Golden Valley Cyberpark: A £20 million government-funded commitment to create 12,000 jobs and 3,700 homes—a flagship project carrying enormous political weight.
Budget pressures: The council faced mounting financial constraints whilst trying to maintain services and fund ambitious development projects.
Against this backdrop, bringing CBH in-house looks less like a service improvement and more like a financial manoeuvre. Did the council need access to CBH's resources? Were they cutting costs to fund other priorities?
Organisational Stress
The Gloucestershire Live report from November 2023 captured staff concerns about the transition. Workers warned that the restructure could harm service delivery. They were right.
When you eliminate senior roles—as happened at CBH—you lose institutional knowledge and operational expertise. When you change reporting structures and systems during a housing crisis, you create disruption. The rise in voids suggests this disruption has been significant.
Staff concerns weren't just about job security—they were about their ability to serve tenants effectively. The performance data validates those concerns.
Who Pays the Price?
The cost of this mishandling falls on three groups:
Tenants: Facing longer waits for homes, reduced rental income funding their services, and the stress of knowing their needs weren't the priority.
Council taxpayers: Ultimately responsible for covering any financial shortfalls created by poor decision-making and reduced HRA income.
Housing waiting list families: Nearly 3,000 households whose chances of getting a home have been set back by increased voids and organizational disruption.
The Democratic Deficit
The Liberal Democrats controlled this decision completely. They had the votes, they had the power, and they chose to prioritise the restructure despite staff warnings.
The immediate rise in voids suggests they got it wrong. But more fundamentally, it suggests they made a decision that put their own political and financial interests ahead of tenant welfare.
What This Reveals
When politicians promise efficiency and deliver the opposite, when they claim to put tenants first but performance deteriorates, when they control the narrative but can't control the consequences—that's when democratic accountability matters most.
The rise in voids isn't just a performance blip. It's evidence that the Liberal Democrats' decision to bring CBH in-house was poorly planned, badly executed, and motivated by factors other than tenant welfare.
The Bigger Picture
This story isn't just about empty properties. It's about political priorities, financial management, and who really pays when councils get it wrong.

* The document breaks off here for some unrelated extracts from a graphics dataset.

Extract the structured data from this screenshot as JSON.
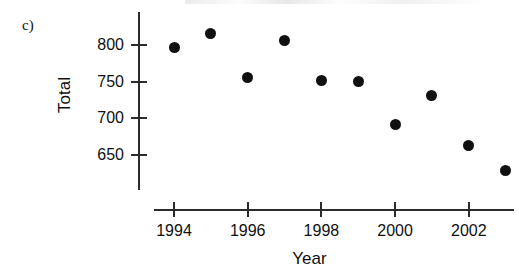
{
  "panel": {
    "label": "c)"
  },
  "chart_data": {
    "type": "scatter",
    "title": "",
    "xlabel": "Year",
    "ylabel": "Total",
    "x": [
      1994,
      1995,
      1996,
      1997,
      1998,
      1999,
      2000,
      2001,
      2002,
      2003
    ],
    "values": [
      797,
      816,
      755,
      806,
      752,
      750,
      692,
      731,
      663,
      629
    ],
    "categories": [
      "1994",
      "1995",
      "1996",
      "1997",
      "1998",
      "1999",
      "2000",
      "2001",
      "2002",
      "2003"
    ],
    "xlim": [
      1993.4,
      2003.6
    ],
    "ylim": [
      610,
      832
    ],
    "xticks": [
      1994,
      1996,
      1998,
      2000,
      2002
    ],
    "xtick_labels": [
      "1994",
      "1996",
      "1998",
      "2000",
      "2002"
    ],
    "yticks": [
      650,
      700,
      750,
      800
    ],
    "ytick_labels": [
      "650",
      "700",
      "750",
      "800"
    ],
    "grid": false,
    "legend": null,
    "marker_color": "#101010",
    "axis_color": "#2b2b2b"
  }
}
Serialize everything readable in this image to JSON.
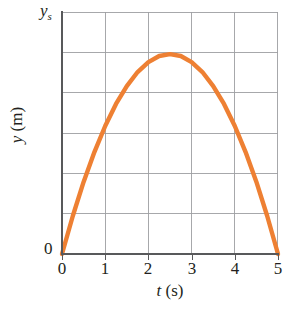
{
  "figure": {
    "background_color": "#ffffff",
    "axis_color": "#58595b",
    "grid_color": "#9d9fa2",
    "text_color": "#231f20",
    "curve_color": "#ee8033"
  },
  "axes": {
    "x_title_variable": "t",
    "x_title_unit": " (s)",
    "y_title_variable": "y",
    "y_title_unit": " (m)",
    "y_origin_label": "0",
    "y_top_label_variable": "y",
    "y_top_label_subscript": "s",
    "x_tick_labels": [
      "0",
      "1",
      "2",
      "3",
      "4",
      "5"
    ]
  },
  "chart_data": {
    "type": "line",
    "title": "",
    "xlabel": "t (s)",
    "ylabel": "y (m)",
    "xlim": [
      0,
      5
    ],
    "ylim": [
      0,
      1
    ],
    "xticks": [
      0,
      1,
      2,
      3,
      4,
      5
    ],
    "xticklabels": [
      "0",
      "1",
      "2",
      "3",
      "4",
      "5"
    ],
    "yticks": [
      0,
      1
    ],
    "yticklabels": [
      "0",
      "ys"
    ],
    "grid": true,
    "grid_x_lines": [
      1,
      2,
      3,
      4,
      5
    ],
    "grid_y_fraction_lines": [
      0.1667,
      0.3333,
      0.5,
      0.6667,
      0.8333
    ],
    "legend": null,
    "series": [
      {
        "name": "y(t)",
        "note": "projectile height, parabola y = 0.8264*(5t - t^2)/6.25 normalized so peak = 0.8264 of y_s at t = 2.5 s",
        "x": [
          0.0,
          0.25,
          0.5,
          0.75,
          1.0,
          1.25,
          1.5,
          1.75,
          2.0,
          2.25,
          2.5,
          2.75,
          3.0,
          3.25,
          3.5,
          3.75,
          4.0,
          4.25,
          4.5,
          4.75,
          5.0
        ],
        "y": [
          0.0,
          0.157,
          0.298,
          0.421,
          0.529,
          0.62,
          0.694,
          0.752,
          0.793,
          0.818,
          0.826,
          0.818,
          0.793,
          0.752,
          0.694,
          0.62,
          0.529,
          0.421,
          0.298,
          0.157,
          0.0
        ]
      }
    ],
    "annotations": [
      {
        "text": "ys",
        "position": "y-axis top",
        "meaning": "maximum height marker"
      },
      {
        "text": "0",
        "position": "origin"
      }
    ]
  }
}
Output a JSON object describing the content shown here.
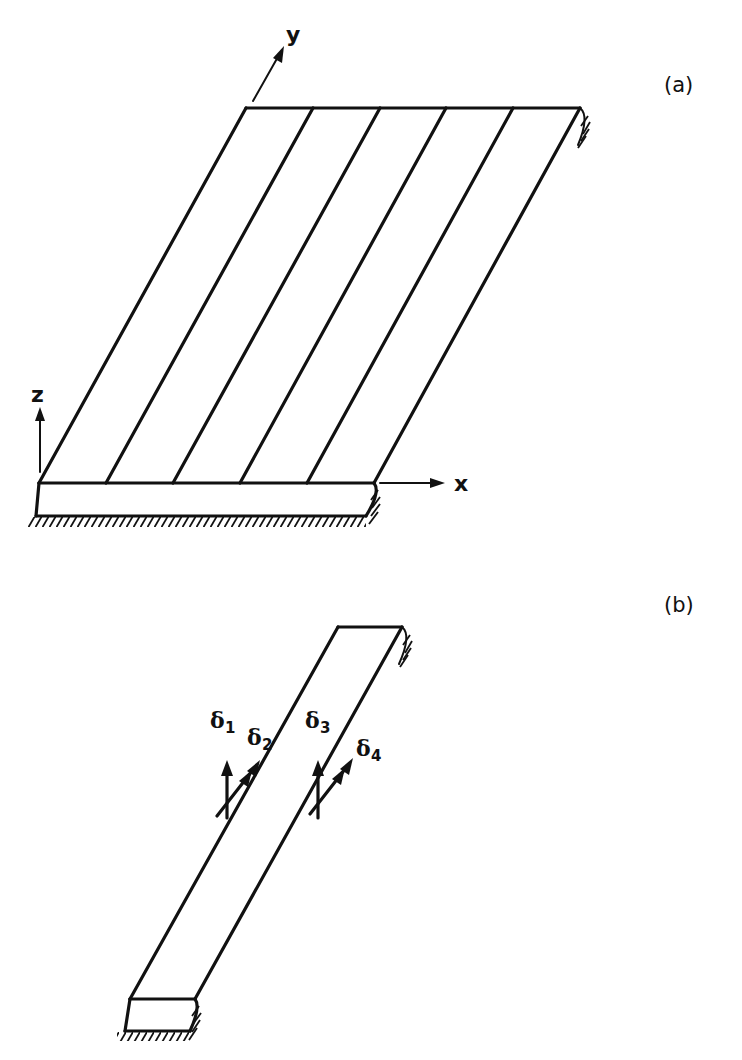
{
  "figure": {
    "panel_a": {
      "label": "(a)",
      "description": "Plate divided into strips, simply supported on two opposite edges",
      "strip_count": 5,
      "axes": {
        "x": "x",
        "y": "y",
        "z": "z"
      }
    },
    "panel_b": {
      "label": "(b)",
      "description": "Single strip element with nodal displacements",
      "dofs": [
        {
          "symbol": "δ",
          "subscript": "1"
        },
        {
          "symbol": "δ",
          "subscript": "2"
        },
        {
          "symbol": "δ",
          "subscript": "3"
        },
        {
          "symbol": "δ",
          "subscript": "4"
        }
      ]
    }
  }
}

The Liberal Democrats promised tenants wouldn't be "adversely affected." The performance data proves otherwise. They promised efficiency and delivered disruption. They promised better service and created worse outcomes.
Join the Fight for Better Housing
This is why the Cheltenham Tenants' Union exists. We're here to lobby the council, to put tenancy issues—both private and social—firmly on the political agenda. We're here to ensure that when decisions are made about housing, tenants' voices are heard first, not last.
But we need to grow. We need more members, more voices, more power to hold the Liberal Democrats and future councils accountable. The only way to change the balance of power is to organise.
Join us. It's time for private and social tenants to unite. Subscribe to our newsletter. Donate using the button below.
The council has shown they'll prioritise their own interests over tenant welfare. It's time tenants organised to prioritise our own.